E201: Non-Named Argument in Java Annotation
This error occurs when using positional (unnamed) arguments in a Java-defined annotation. Starting from Scala 3.6.0, named arguments are required for all Java annotations.
Java annotations don't have an exact constructor representation in Scala, and the compiler previously relied on the order of annotation fields to match positional arguments.
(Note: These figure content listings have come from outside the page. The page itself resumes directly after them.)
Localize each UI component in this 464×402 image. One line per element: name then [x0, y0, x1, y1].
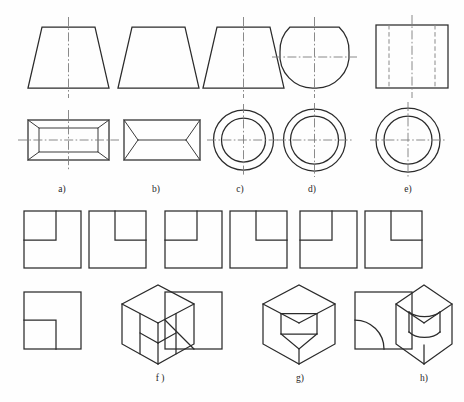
figure-b-front-view — [118, 27, 199, 88]
figure-a: a) — [18, 17, 119, 195]
figure-h-view-1 — [300, 211, 357, 268]
figure-b-caption: b) — [152, 184, 160, 195]
figure-a-caption: a) — [58, 184, 65, 195]
figure-g-caption: g) — [296, 373, 304, 384]
figure-h-pictorial — [396, 285, 452, 364]
figure-e: e) — [370, 15, 448, 195]
figure-c-top-view — [207, 104, 280, 176]
figure-h-view-3 — [355, 292, 412, 349]
figure-h-caption: h) — [420, 373, 428, 384]
figure-e-top-view — [370, 102, 447, 178]
drawing-sheet: a) b) — [0, 0, 464, 402]
figure-d-top-view — [277, 103, 352, 177]
figure-g-view-2 — [230, 211, 287, 268]
figure-f-caption: f ) — [156, 373, 165, 384]
figure-g-view-1 — [165, 211, 222, 268]
figure-f: f ) — [24, 211, 194, 384]
figure-g: g) — [165, 211, 335, 384]
figure-c-caption: c) — [236, 184, 243, 195]
technical-drawing-canvas: a) b) — [0, 0, 464, 402]
figure-f-view-1 — [24, 211, 81, 268]
figure-d: d) — [272, 17, 357, 195]
figure-g-pictorial — [263, 285, 335, 364]
figure-e-front-view — [376, 15, 448, 98]
figure-a-top-view — [18, 110, 119, 170]
figure-c-front-view — [203, 17, 284, 98]
figure-f-pictorial — [122, 285, 194, 364]
figure-e-caption: e) — [404, 184, 411, 195]
figure-c: c) — [203, 17, 284, 195]
figure-b-top-view — [124, 120, 200, 160]
figure-d-front-view — [272, 17, 357, 98]
figure-f-view-3 — [24, 292, 81, 349]
figure-h-view-2 — [365, 211, 422, 268]
figure-a-front-view — [28, 17, 109, 98]
figure-b: b) — [118, 27, 200, 195]
figure-f-view-2 — [89, 211, 146, 268]
figure-d-caption: d) — [308, 184, 316, 195]
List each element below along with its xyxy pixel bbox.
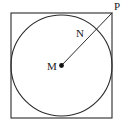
- label-point-p: P: [114, 1, 120, 12]
- label-point-n: N: [76, 28, 84, 39]
- label-point-m: M: [47, 61, 57, 72]
- center-point-dot: [59, 63, 64, 68]
- geometry-figure: P N M: [0, 0, 127, 126]
- geometry-canvas: [0, 0, 127, 126]
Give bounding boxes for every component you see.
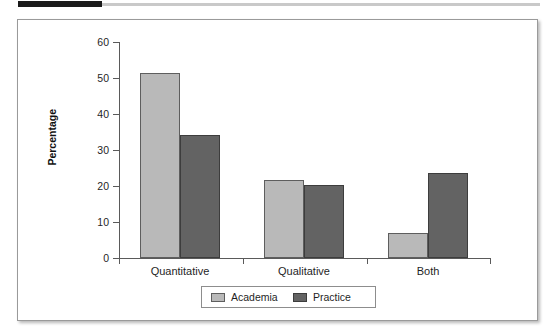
bar-academia-qualitative [264, 180, 304, 259]
y-axis-line [119, 42, 120, 259]
y-tick-label-0: 0 [69, 253, 109, 264]
bar-practice-qualitative [304, 185, 344, 258]
black-rule [18, 1, 102, 7]
bar-practice-both [428, 173, 468, 258]
y-tick-label-10: 10 [69, 217, 109, 228]
y-tick-0: 0 [18, 258, 119, 259]
x-category-label-quantitative: Quantitative [120, 266, 240, 277]
x-tick-start [119, 259, 120, 264]
x-category-label-qualitative: Qualitative [244, 266, 364, 277]
gray-rule [102, 3, 540, 6]
y-tick-label-40: 40 [69, 109, 109, 120]
y-tick-40: 40 [18, 114, 119, 115]
figure-frame: Percentage 0 10 20 30 40 50 60 [17, 19, 538, 321]
bar-academia-quantitative [140, 73, 180, 258]
legend-label-practice: Practice [313, 292, 351, 303]
x-tick-end [490, 259, 491, 264]
y-tick-label-50: 50 [69, 73, 109, 84]
y-tick-50: 50 [18, 78, 119, 79]
legend-item-academia: Academia [211, 291, 278, 304]
y-tick-label-60: 60 [69, 37, 109, 48]
y-tick-10: 10 [18, 222, 119, 223]
x-category-label-both: Both [368, 266, 488, 277]
y-tick-30: 30 [18, 150, 119, 151]
chart-legend: Academia Practice [201, 286, 376, 308]
y-tick-label-20: 20 [69, 181, 109, 192]
legend-swatch-academia-icon [211, 293, 225, 302]
legend-item-practice: Practice [293, 291, 351, 304]
bar-practice-quantitative [180, 135, 220, 258]
y-tick-60: 60 [18, 42, 119, 43]
y-tick-label-30: 30 [69, 145, 109, 156]
top-rule-band [0, 0, 558, 10]
x-tick-2 [367, 259, 368, 264]
y-tick-20: 20 [18, 186, 119, 187]
legend-swatch-practice-icon [293, 293, 307, 302]
x-axis-line [119, 258, 491, 259]
x-tick-1 [243, 259, 244, 264]
bar-academia-both [388, 233, 428, 258]
plot-area: Percentage 0 10 20 30 40 50 60 [18, 20, 539, 322]
y-axis-title: Percentage [47, 87, 58, 187]
legend-label-academia: Academia [231, 292, 278, 303]
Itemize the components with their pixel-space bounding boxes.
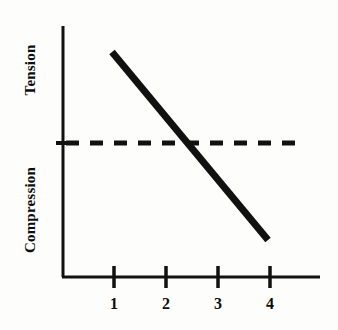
x-tick-label-3: 3 bbox=[214, 296, 222, 312]
x-tick-label-4: 4 bbox=[266, 296, 274, 312]
chart-figure: Tension Compression 1 2 3 4 bbox=[0, 0, 338, 330]
x-tick-label-1: 1 bbox=[110, 296, 118, 312]
x-tick-label-2: 2 bbox=[162, 296, 170, 312]
y-axis-label-tension: Tension bbox=[23, 45, 38, 96]
y-axis-label-compression: Compression bbox=[23, 167, 38, 253]
chart-plot-area bbox=[0, 0, 338, 330]
data-series-stress-line bbox=[112, 52, 268, 240]
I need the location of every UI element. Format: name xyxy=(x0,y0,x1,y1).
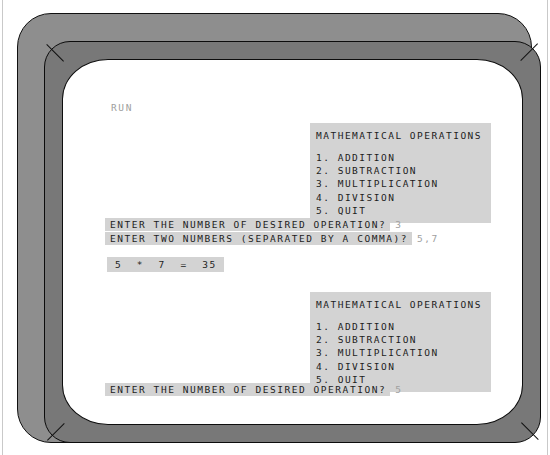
input-operation-first[interactable]: 3 xyxy=(390,219,402,230)
result-expression: 5 * 7 = 35 xyxy=(107,257,224,272)
menu-item-addition[interactable]: 1. ADDITION xyxy=(310,151,491,164)
prompt-operation-label: ENTER THE NUMBER OF DESIRED OPERATION? xyxy=(105,218,390,231)
prompt-group-first: ENTER THE NUMBER OF DESIRED OPERATION?3 … xyxy=(105,218,439,246)
menu-item-subtraction[interactable]: 2. SUBTRACTION xyxy=(310,333,491,346)
run-command-line: RUN xyxy=(111,101,133,114)
screenshot-page: RUN MATHEMATICAL OPERATIONS 1. ADDITION … xyxy=(0,0,550,455)
page-border-right xyxy=(547,0,548,455)
result-row: 5 * 7 = 35 xyxy=(107,258,224,272)
menu-spacer xyxy=(310,311,491,320)
menu-title: MATHEMATICAL OPERATIONS xyxy=(310,297,491,311)
page-border-left xyxy=(2,0,3,455)
menu-item-subtraction[interactable]: 2. SUBTRACTION xyxy=(310,164,491,177)
input-numbers[interactable]: 5,7 xyxy=(412,233,439,244)
prompt-row-operation: ENTER THE NUMBER OF DESIRED OPERATION?5 xyxy=(105,383,402,397)
monitor-outer-bezel: RUN MATHEMATICAL OPERATIONS 1. ADDITION … xyxy=(17,13,532,443)
menu-item-division[interactable]: 4. DIVISION xyxy=(310,191,491,204)
menu-item-multiplication[interactable]: 3. MULTIPLICATION xyxy=(310,346,491,359)
prompt-operation-label: ENTER THE NUMBER OF DESIRED OPERATION? xyxy=(105,383,390,396)
operations-menu-second: MATHEMATICAL OPERATIONS 1. ADDITION 2. S… xyxy=(310,292,491,392)
prompt-numbers-label: ENTER TWO NUMBERS (SEPARATED BY A COMMA)… xyxy=(105,232,412,245)
prompt-group-second: ENTER THE NUMBER OF DESIRED OPERATION?5 xyxy=(105,383,402,397)
prompt-row-numbers: ENTER TWO NUMBERS (SEPARATED BY A COMMA)… xyxy=(105,232,439,246)
prompt-row-operation: ENTER THE NUMBER OF DESIRED OPERATION?3 xyxy=(105,218,439,232)
crt-screen: RUN MATHEMATICAL OPERATIONS 1. ADDITION … xyxy=(62,59,523,425)
operations-menu-first: MATHEMATICAL OPERATIONS 1. ADDITION 2. S… xyxy=(310,123,491,223)
menu-item-addition[interactable]: 1. ADDITION xyxy=(310,320,491,333)
terminal-output: RUN MATHEMATICAL OPERATIONS 1. ADDITION … xyxy=(63,60,523,425)
menu-spacer xyxy=(310,142,491,151)
menu-title: MATHEMATICAL OPERATIONS xyxy=(310,128,491,142)
input-operation-second[interactable]: 5 xyxy=(390,384,402,395)
menu-item-division[interactable]: 4. DIVISION xyxy=(310,360,491,373)
menu-item-multiplication[interactable]: 3. MULTIPLICATION xyxy=(310,177,491,190)
menu-item-quit[interactable]: 5. QUIT xyxy=(310,204,491,217)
This approach is fragile because reordering annotation fields in Java is binary-compatible but can silently change the meaning of positional arguments.
Example
class Foo:
@Deprecated("reason")
def oldMethod(): Unit = ()
Error
-- [E201] Syntax Error: example.scala:2:14 -------------------------------------
2 | @Deprecated("reason")
| ^^^^^^^^
| Named arguments are required for Java defined annotations
| This can be rewritten automatically under -rewrite -source 3.6-migration.
|-----------------------------------------------------------------------------
| Explanation (enabled by `-explain`)
|- - - - - - - - - - - - - - - - - - - - - - - - - - - - - - - - - - - - - - -
| Starting from Scala 3.6.0, named arguments are required for Java defined annotations.
| Java defined annotations don't have an exact constructor representation
| and we previously relied on the order of the fields to create one.
| One possible issue with this representation is the reordering of the fields.
| Lets take the following example:
|
| public @interface Annotation {
| int a() default 41;
| int b() default 42;
| }
|
| Reordering the fields is binary-compatible but it might affect the meaning of @Annotation(1)
|
-----------------------------------------------------------------------------
Solution
Use named arguments when applying Java annotations:
class Foo:
@Deprecated(since = "reason")
def oldMethod(): Unit = ()
Alternatively, you can use the automatic rewrite feature by compiling with -rewrite -source 3.6-migration to automatically convert positional arguments to named arguments.